Positive
Project advancing - milestone achieved
Low Impact
Minor progress or informational
In May 2023, the Morecambe Offshore Windfarm project completed a campaign of further geophysical surveys, alongside shallow geotechnical investigations, within the proposed development site in the Eastern Irish Sea. These works followed earlier seabed mapping undertaken in October and November 2021, when geophysical surveys first mapped the windfarm area, and subsequent geotechnical data collection in 2022. The May 2023 survey programme specifically aimed to build on this earlier dataset and refine understanding of seabed characteristics across the 480 MW project’s offshore footprint, located roughly 30 km from the Lancashire coast. The project states that the purpose of these May 2023 surveys was to better understand the condition of the seabed as it continues to develop proposals for the offshore windfarm. By pairing additional geophysical data with shallow geotechnical information, the developer is able to improve inputs to project design and environmental assessment, supporting decisions on turbine locations, foundations and associated infrastructure. These completed surveys also form part of a broader sequence of site investigations, which includes deep-sea geotechnical surveys from mid-July to late October 2023 and further geotechnical and geophysical surveys scheduled to run through to August 2024, as well as ongoing onshore ground investigations along the proposed export cable route. Collectively, the May 2023 survey completion marks a notable step in de-risking the seabed understanding for Morecambe Offshore Windfarm, providing higher-resolution data to underpin the project’s ongoing development and future construction planning.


*What you have to do*: Word for word, transcribe the data below.

(Extracted data entries)
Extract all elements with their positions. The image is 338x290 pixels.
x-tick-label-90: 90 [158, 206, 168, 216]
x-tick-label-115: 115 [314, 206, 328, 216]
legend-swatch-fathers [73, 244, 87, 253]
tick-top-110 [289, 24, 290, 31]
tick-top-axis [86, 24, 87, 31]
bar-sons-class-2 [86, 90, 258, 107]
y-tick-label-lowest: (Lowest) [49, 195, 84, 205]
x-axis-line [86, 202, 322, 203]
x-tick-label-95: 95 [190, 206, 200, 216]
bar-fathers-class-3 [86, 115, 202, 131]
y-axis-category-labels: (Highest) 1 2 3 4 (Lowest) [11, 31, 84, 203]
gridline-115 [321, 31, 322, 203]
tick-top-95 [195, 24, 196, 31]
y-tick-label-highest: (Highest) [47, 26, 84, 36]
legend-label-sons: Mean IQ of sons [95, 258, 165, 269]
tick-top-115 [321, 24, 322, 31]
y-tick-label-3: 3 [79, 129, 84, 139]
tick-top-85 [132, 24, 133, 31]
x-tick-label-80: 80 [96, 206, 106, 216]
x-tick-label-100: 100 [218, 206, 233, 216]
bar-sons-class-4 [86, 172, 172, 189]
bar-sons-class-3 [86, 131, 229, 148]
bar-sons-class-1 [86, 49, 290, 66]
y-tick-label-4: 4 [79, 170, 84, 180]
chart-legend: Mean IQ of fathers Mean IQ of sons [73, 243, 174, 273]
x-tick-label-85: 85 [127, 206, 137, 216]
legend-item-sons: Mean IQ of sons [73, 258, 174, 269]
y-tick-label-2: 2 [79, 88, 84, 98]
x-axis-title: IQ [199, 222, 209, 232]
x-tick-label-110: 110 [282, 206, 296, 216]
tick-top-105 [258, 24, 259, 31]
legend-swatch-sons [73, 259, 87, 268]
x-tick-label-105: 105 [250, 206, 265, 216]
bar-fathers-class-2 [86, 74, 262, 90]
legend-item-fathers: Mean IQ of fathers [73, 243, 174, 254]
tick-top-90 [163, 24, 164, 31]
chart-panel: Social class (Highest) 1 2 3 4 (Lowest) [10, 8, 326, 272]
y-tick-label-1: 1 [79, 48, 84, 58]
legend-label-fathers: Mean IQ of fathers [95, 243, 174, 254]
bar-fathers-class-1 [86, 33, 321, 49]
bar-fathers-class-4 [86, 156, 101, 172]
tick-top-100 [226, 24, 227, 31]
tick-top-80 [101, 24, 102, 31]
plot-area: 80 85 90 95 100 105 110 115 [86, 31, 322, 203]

*Response to the task*:
Extract all elements with their positions. The image is 338x290 pixels.
x-tick-label-90: 90 [158, 206, 168, 216]
x-tick-label-115: 115 [314, 206, 328, 216]
legend-swatch-fathers [73, 244, 87, 253]
tick-top-110 [289, 24, 290, 31]
tick-top-axis [86, 24, 87, 31]
bar-sons-class-2 [86, 90, 258, 107]
y-tick-label-lowest: (Lowest) [49, 195, 84, 205]
x-axis-line [86, 202, 322, 203]
x-tick-label-95: 95 [190, 206, 200, 216]
bar-fathers-class-3 [86, 115, 202, 131]
y-axis-category-labels: (Highest) 1 2 3 4 (Lowest) [11, 31, 84, 203]
gridline-115 [321, 31, 322, 203]
tick-top-95 [195, 24, 196, 31]
y-tick-label-highest: (Highest) [47, 26, 84, 36]
legend-label-sons: Mean IQ of sons [95, 258, 165, 269]
tick-top-115 [321, 24, 322, 31]
y-tick-label-3: 3 [79, 129, 84, 139]
tick-top-85 [132, 24, 133, 31]
x-tick-label-80: 80 [96, 206, 106, 216]
x-tick-label-100: 100 [218, 206, 233, 216]
bar-sons-class-4 [86, 172, 172, 189]
bar-sons-class-3 [86, 131, 229, 148]
bar-sons-class-1 [86, 49, 290, 66]
y-tick-label-4: 4 [79, 170, 84, 180]
chart-legend: Mean IQ of fathers Mean IQ of sons [73, 243, 174, 273]
x-tick-label-85: 85 [127, 206, 137, 216]
legend-item-sons: Mean IQ of sons [73, 258, 174, 269]
y-tick-label-2: 2 [79, 88, 84, 98]
x-axis-title: IQ [199, 222, 209, 232]
x-tick-label-110: 110 [282, 206, 296, 216]
tick-top-105 [258, 24, 259, 31]
legend-swatch-sons [73, 259, 87, 268]
x-tick-label-105: 105 [250, 206, 265, 216]
bar-fathers-class-2 [86, 74, 262, 90]
legend-item-fathers: Mean IQ of fathers [73, 243, 174, 254]
tick-top-90 [163, 24, 164, 31]
chart-panel: Social class (Highest) 1 2 3 4 (Lowest) [10, 8, 326, 272]
y-tick-label-1: 1 [79, 48, 84, 58]
legend-label-fathers: Mean IQ of fathers [95, 243, 174, 254]
bar-fathers-class-1 [86, 33, 321, 49]
bar-fathers-class-4 [86, 156, 101, 172]
tick-top-100 [226, 24, 227, 31]
tick-top-80 [101, 24, 102, 31]
plot-area: 80 85 90 95 100 105 110 115 [86, 31, 322, 203]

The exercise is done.